Abstract

In France, severe accident analysis has been incorporated into the safety cases and operation strategies of the current power plants and is required for the design of new plants (EPR). The assessment of fission products release in the environment is of primary concern in the frame of severe accident studies. They consist of:•For current plants, assessing radiation doses in the environment to determine their compatibility with the radiological objectives.•For EPR, verifying compliance of radiological objectives with the design provisions.The radiological consequences of core melt sequences are based on a bounding reference source term, calculated with reasonably conservative and simplified bounding assumptions, independent of the initiator event but which relate to the core melt sequence.

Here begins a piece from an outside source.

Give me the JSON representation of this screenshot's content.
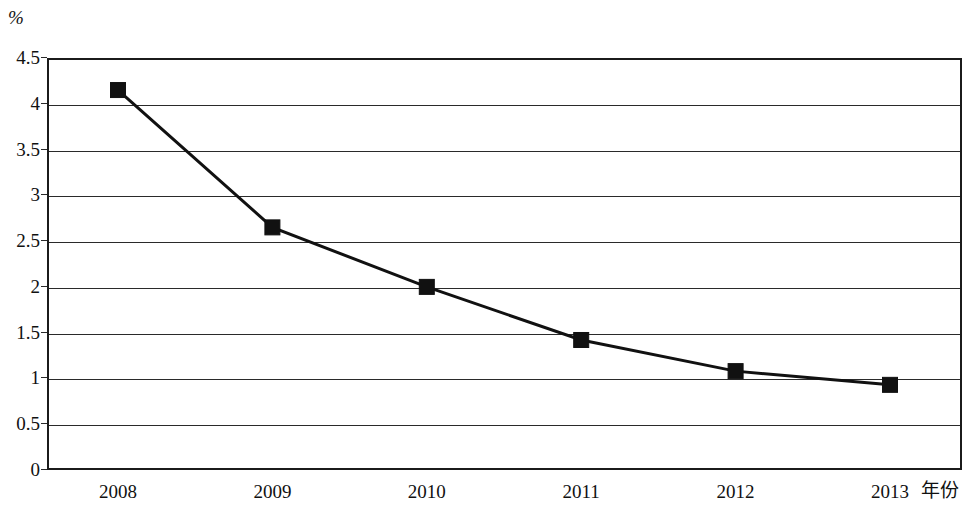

These bounding assumptions relate to fission product behaviour and to the behaviour of the plant (containment leakage, filter efficiency, etc).Three phases are distinguished in the behaviour of fission products:•the release of fission products and other radioactive materials from the fuel matrix during core degradation,•the behaviour of fission products in the reactor coolant system,•the behaviour of fission products in the containment and in the plant environment.The research program Phébus FP has provided a comprehensive database to improve our understanding of the various phenomena leading to fission product behaviour and has been used to determine, in combination with other experiments, bounding assumptions for each phase described above. Furthermore, Phébus experiments are the most representative integral cases, in such a way that this program has formed an interesting validation database for the EDF version of the MAAP integral scenario code. The aim of this paper is to present this two last points.